Matilde laughed, but said little. She was deeply absorbed in her work. Noel complained of the swiftness of time’s passing but Matilde could not agree. “Sometimes I think time hardly passes at all,” Matilde said. “At this end of the lake, at least.”
The quilts, the enormous wonderful quilts!—which Germaine would remember all her life.
Serendipity:
six feet square, a maze of blue rags, so intricate you could stare and stare and stare into it.
Felicity:
interlocking triangles of red, rosy-red, and white.

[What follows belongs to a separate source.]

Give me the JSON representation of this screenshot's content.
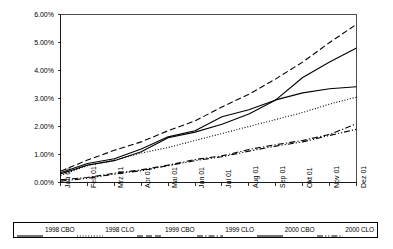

Wonder-Working Providence:
a galaxy of opalescent moons.
Made for strangers, sold to strangers, who evidently paid a good price for them. (“Why can’t we buy one of them,” Germaine said to her grandfather, “why can’t
we
take one of them home?”)
Celestial Timepiece
was the largest quilt, but Matilde was sewing it for herself—it wasn’t to be sold: up close it resembled a crazy quilt because it was asymmetrical, with squares that contrasted not only in color and design but in texture as well. “Feel this square, now feel this one,” Matilde said softly, taking Germaine’s hand, “and now this one—do you see? Close your eyes.” Coarse wool, fine wool, satins, laces, burlap, cotton, silk, brocade, hemp, tiny pleats. Germaine shut her eyes tight and touched the squares, seeing them with her fingertips, reading them. Do you understand? Matilde asked.